President-elect Joe Biden's climate envoy nominee former Secretary of State...

President-elect Joe Biden's climate envoy nominee former Secretary of State John Kerry speaks at The Queen theater on Nov. 24, 2020, in Wilmington, Del.  Credit: AP/Carolyn Kaster

The fight against climate change is about to get a much-needed boost.

That’s important. Because even as Americans this year have been focused understandably on the pandemic and the presidential election, climate change continues to threaten our existing world.

The boost begins with a change in attitude that should result in a change in policy. President-elect Joe Biden acknowledges reality. Rejection of science will give way to an acceptance of facts. And an understanding of the urgency of the battle will underscore the difficult but needed decisions that lie ahead.

The evidence from the natural world that humanity must change its ways continues to be compelling:

  • 2020 will be one of the three hottest years on record, topped by a 130-degree reading in Death Valley that was the highest on Earth in at least 80 years. Phoenix suffered 53 days of 110-degree heat; the previous record was 33.
  • The year has seen a record 30 named tropical storms and hurricanes in the Atlantic, some of which brought tremendous amounts of destructive rainfall. Damages are estimated in the tens of billions of dollars. Central America was lashed by two hurricanes so devastating that hundreds of Hondurans who lost homes and/or livelihoods set off last week in a walking caravan trying to reach the United States.
  • Record wildfires scorched Australia, the United States and the world’s largest wetlands in Brazil, burning more than 9 million acres in the western United States alone.
  • The Arctic suffered a prolonged heat wave with triple-digit temperatures, fires ravaged Siberia, and record low amounts of Arctic sea ice were recorded, with disturbing implications for the rest of the world on issues like rising sea levels.

As the world marked the fifth anniversary of the Paris climate change agreement Saturday, about 10% of Earth has already warmed by 2 degrees Celsius compared to levels before the Industrial Revolution, the tipping point that nations in the Paris pact pledged to work to stay within.

Start of a good plan

So it’s good that Biden plans to return the United States to the Paris accord after President Donald Trump’s ill-advised withdrawal. Biden also showed his grasp of the moment by naming former Secretary of State John Kerry, who helped negotiate the Paris deal, as his climate envoy and giving him a seat on the National Security Council.

This is one area of policy in which Biden doesn’t lack ambitious ideas. He has proposed to spend $2 trillion over four years on clean energy and infrastructure, like incentivizing auto companies to produce low-emission vehicles, offering rebates to Americans to buy them, investing in electric vehicle charging stations, and creating more public transit.

It’s a strong blueprint that would move the economy toward Biden’s goal of net-zero emissions — when greenhouse gas missions are balanced by the removal of carbon from the atmosphere — by 2050 and, in the process, create millions of jobs. He intends to show that going green is good economics, too. But the plan might be difficult to get through Congress, especially if two runoffs next month in Georgia leave the Senate in Republican hands. A Senate bill with some GOP support to plant 1 trillion trees to reduce carbon dioxide in the atmosphere is promising, especially if it leads to more cooperation on climate. And while helpful, the bill is hardly sufficient.

But Biden’s plan rightly also includes steps that don’t need congressional approval — like executive action to reinstate an Obama-era mandate that planning for climate change be part of policy at every federal agency. Biden also will seek to undo Trump’s damaging rollbacks of climate change regulations, and he has an intriguing idea for a Civilian Climate Corps, which would employ young people on projects like planting trees and restoring wetlands.

Some encouraging steps

Biden will take office amid encouraging developments. The six largest American banks say they won’t finance oil and gas exploration in Alaska’s pristine Arctic National Wildlife Refuge, which Trump last month opened to drilling for the first time. New York Comptroller Thomas DiNapoli said last week he would direct the state’s $226 billion pension fund to divest from fossil-fuel companies by 2040 to fight climate change, the latest and largest such fund to act. Companies increasingly are announcing green steps like setting net-zero emissions goals. Climate change risks are increasingly being incorporated into financial analyses. And more Americans are realizing the future is fraught, especially if they live in coastal areas or fire-prone regions and face possible eviction.

But momentum can be fragile, and while emissions have dropped temporarily during the pandemic, the trend of rising temperatures will continue unless there is fundamental change away from what UN Secretary-General António Guterres recently called humanity’s "suicidal" war on nature. "The state of the planet is broken," Guterres said. "Nature always strikes back, and it is already doing so with growing force and fury."

Making a hard pivot from Trump’s denialism is critical, and resuming America’s climate leadership will be important. Biden seems ready to embrace that role, and has spoken about climate change in congratulatory calls he’s received from foreign leaders.

Soon enough, however, action must supplant words or the war on climate change will be lost.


WORK INSTRUCTIONS:
Among the lines of data below, reproduce only those from the one with "Identify the location of span: 97 views." through the one with "is (630, 1348).", exactly as they stand, both ends included.

EXTRACTED RECORDS:
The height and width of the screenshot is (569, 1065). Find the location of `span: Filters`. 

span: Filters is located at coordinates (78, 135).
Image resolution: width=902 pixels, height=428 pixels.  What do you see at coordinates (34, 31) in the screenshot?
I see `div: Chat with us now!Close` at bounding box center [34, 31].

...

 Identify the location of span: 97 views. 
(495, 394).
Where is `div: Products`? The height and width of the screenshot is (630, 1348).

RESPONSE BOX:
 Identify the location of span: 97 views. 
(495, 394).
Where is `div: Products`? The height and width of the screenshot is (630, 1348).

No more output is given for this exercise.